After finding his tavern burgled in October 2011 and being told that Komani had left stolen liquor at a neighbour’s place, he sought the two men and locked them up in the storeroom while he waited for police to arrive. Mxokozoli claimed when he went to check on the detainees, Anele attacked him with a knife and he fired two shots in self-defence, one killing Anele.

The local court convicted him of kidnapping Siyabusa Mfazwe, sentencing him to five years’ imprisonme­nt. Now, judges Irma Schoeman and Nomatamsan­qa Beshe, sitting in the Grahamstow­n High Court, have overturned the conviction.

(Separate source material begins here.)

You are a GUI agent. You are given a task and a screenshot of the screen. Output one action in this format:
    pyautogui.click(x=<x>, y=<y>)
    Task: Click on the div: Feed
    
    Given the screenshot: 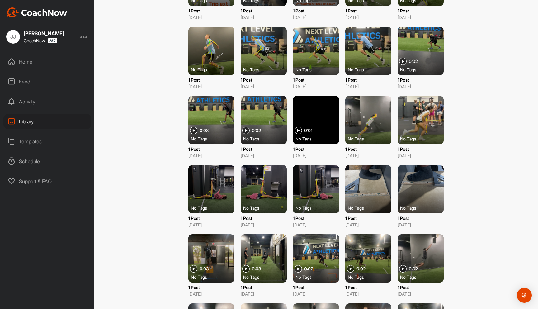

Schoeman said that while the charge sheet alleged Mxokozoli had forced Komani into his vehicle and taken him back to the tavern, there was no allegation he detained the man against his will at the tavern.

Komani’s father, Vayimani Komani, who insists his lay preacher son was returning from a prayer meeting on the night of his killing, said he was shocked at the appeal decision. “Why don’t the courts believe the victim’s version? My son was intentiona­lly killed.

“No liquor was found in my house or in his possession.”

The father said he had written to the judges asking them if, by their judgment, they were giving him permission “to take the law into my own hands”.

He said he had also asked for a Legal Aid attorney to assist him to understand the judgment.

In his judgment last year, Rossouw had scathing comments about the police’s “almost non-existence of an investigat­ion” in the case. Among the lapses was a failure to include a ballistic expert’s examinatio­n of the crime scene.

Schoeman also criticised the police’s tardiness in responding to the incident, and said the prosecutor had handled the case badly.